Statement two gets many biologists salivating. We’ve all read some fantastic papers showing the biological importance of splicing and would like to be able to show similar results in the systems we’re studying. However splicing analysis is limited by the fact that today we can only sequence through a single splice junction in each read meaning we need to infer which isoforms might be present, and if there is differential isoform usage. The competing methods of analysis work in quite different ways: cufflinks use of the Bowtie+TopHat spliced alignment versus DEX-seq’s analysis of differential exon usage by couting reads in individual exons.

Statement three has been massively impacted by the introduction of stranded RNA-seq protocols. Methods that preserve the information about which strand the transcript came from have allowed an even more detailed view of the transcriptome than we have ever had especially in the cases of transcripts that overlap in genome location and the extent and biological importance of antisense transcription.

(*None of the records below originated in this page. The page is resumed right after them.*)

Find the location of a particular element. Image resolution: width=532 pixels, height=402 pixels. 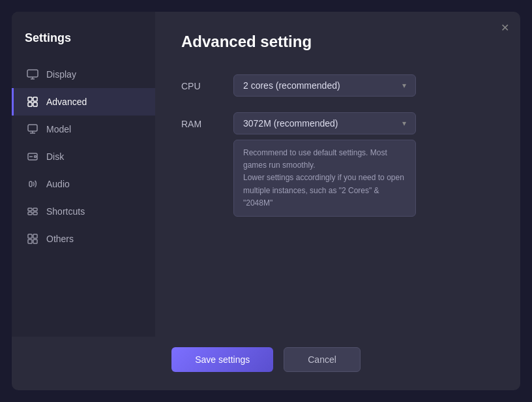

ram-select: 3072M (recommended) ▾ is located at coordinates (325, 123).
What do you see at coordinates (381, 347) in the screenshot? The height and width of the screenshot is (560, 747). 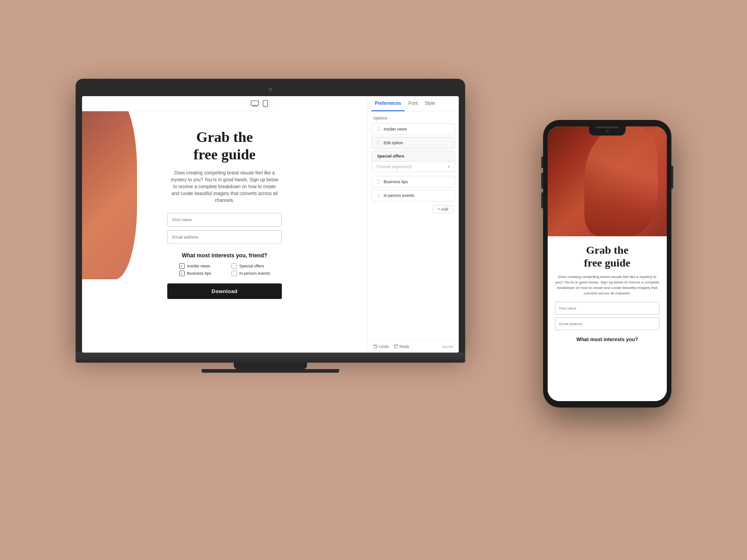 I see `undo-button: Undo` at bounding box center [381, 347].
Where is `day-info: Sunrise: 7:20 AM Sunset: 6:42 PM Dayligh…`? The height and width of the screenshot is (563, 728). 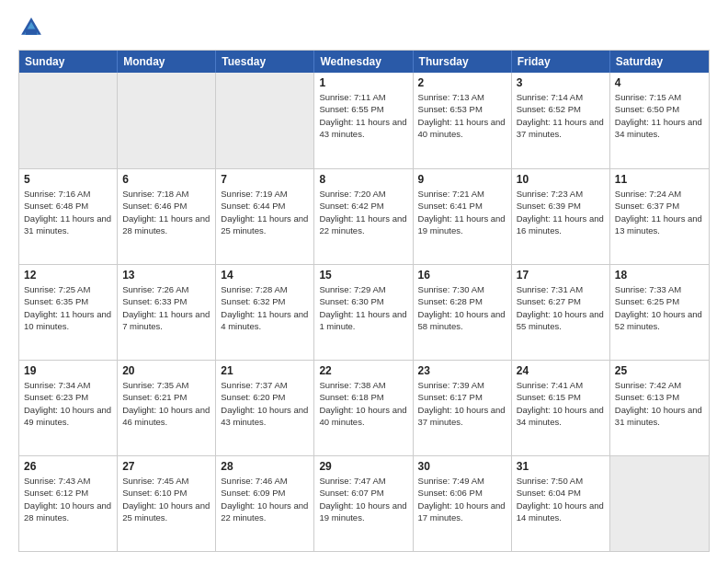
day-info: Sunrise: 7:20 AM Sunset: 6:42 PM Dayligh… is located at coordinates (363, 212).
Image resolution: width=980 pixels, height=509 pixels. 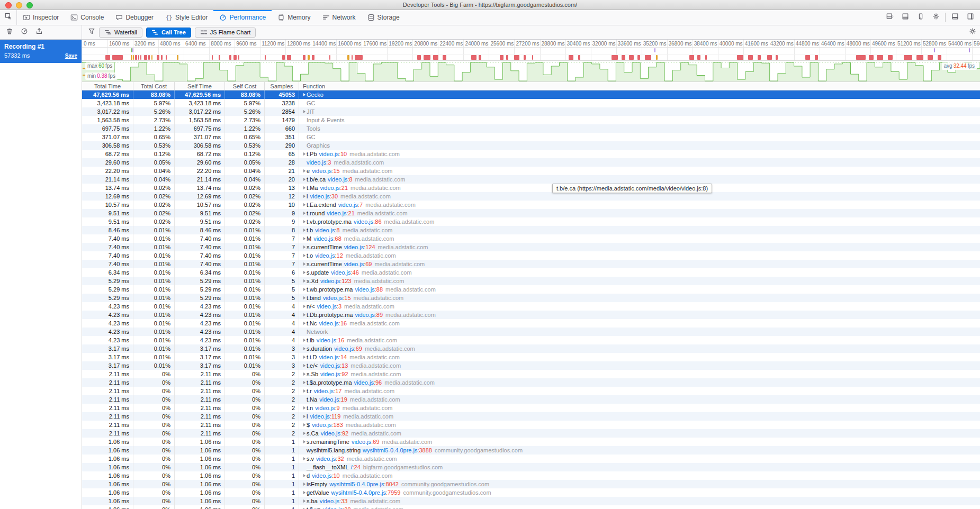 I want to click on table-row: 1.06 ms0%1.06 ms0%1dvideo.js:10media.ads…, so click(x=531, y=476).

What does this have to do with making RNA-seq cheaper: Unfortunately ii) and iii) add significant complexity to the design, cost and analysis of RNA-seq experiments. The impact of splicing analysis is relatively simple to explain to users, we need many more reads and this increases the cost of the experiment in a linear fashion and users can decide if the splicing analysis is “worth” it. But the impact of getting strand information is less easy to explain (certainly for me in mammalian systems), very few of us are strand-savvy and we’re most likely to ignore the stand information other than making nicer figures for presentations to show how well the method worked. Strand information does not come free-of-charge, the most popular method for stranded RNA-seq uses dUTP and uracil-DNA glycosylase (UDG) to remove the second-strand cDNA after ligation of sequencing adapters. Strand-preserving methods cost more to manufacture than non-stranded methods and hence cost more for end users.

The cost of RNA-seq in 2014: I recommend 10-20M single-end 50bp reads per sample for DGE studies and that allows 10 samples per lane on a HiSeq 2500/2000. At about £600 per lane this makes sequencing £60 per sample. Library prep reagents and labour are about £35 each, making RNA-seq one of the few NGS applications where sequencing costs are lower than sample prep.

Ideally we’d maintain a 10 fold difference between sequencing and library prep, but this would mean bringing prep down to under £15 or $10 per sample. Is it possible to squeeze oligo-dT mRNA enrichment, cDNA synthesis and an Illumina prep into this budget? I’m not sure this is possible outside of massive labs that can afford to make their own kits and buy enzymes in bulk.

We’re thinking about how we might approach RNA-seq prep to keep costs as low as possible. Home-brew is certainly going to get us some way to $10 per prep, but some very creative thinking may be necessary. Would you give up strandedness for an RNA-seq kit that gave perfectly good DGE data but cost half as much as the leading stranded protocol?

Would it make much difference to your next experiment: not if you once you think carefully about your experiment you can clearly state that splicing and strandedness are not going to be primary areas for analysis. I do think most scientists don’t have these uppermost in their minds when embarking on RNA-seq experiments and a quick search in PubMed might back me up: there are 3148 hits in PubMed for RNA+Seq or 2359 hits for “RNA-seq”, but only 3% (73) come up with the terms RNA+seq+strand+specific, so strandedness is not yet massive, which was a surprise to me given the reception Josh Levin’s 2010 Nat Methods paper: Comprehensive comparative analysis of strandspecific RNA sequencing methods got.

So here’s my plea to RNA-seq users: think about what you really want to get from your RNA-seq experiments and only aim for “expensive” splicing experiments with 20-50M reads per sample if you really need to, think about whether you’d give up other features to get faster, cheaper RNA-seq experiments; and save the money and effort for the experiment that needs it.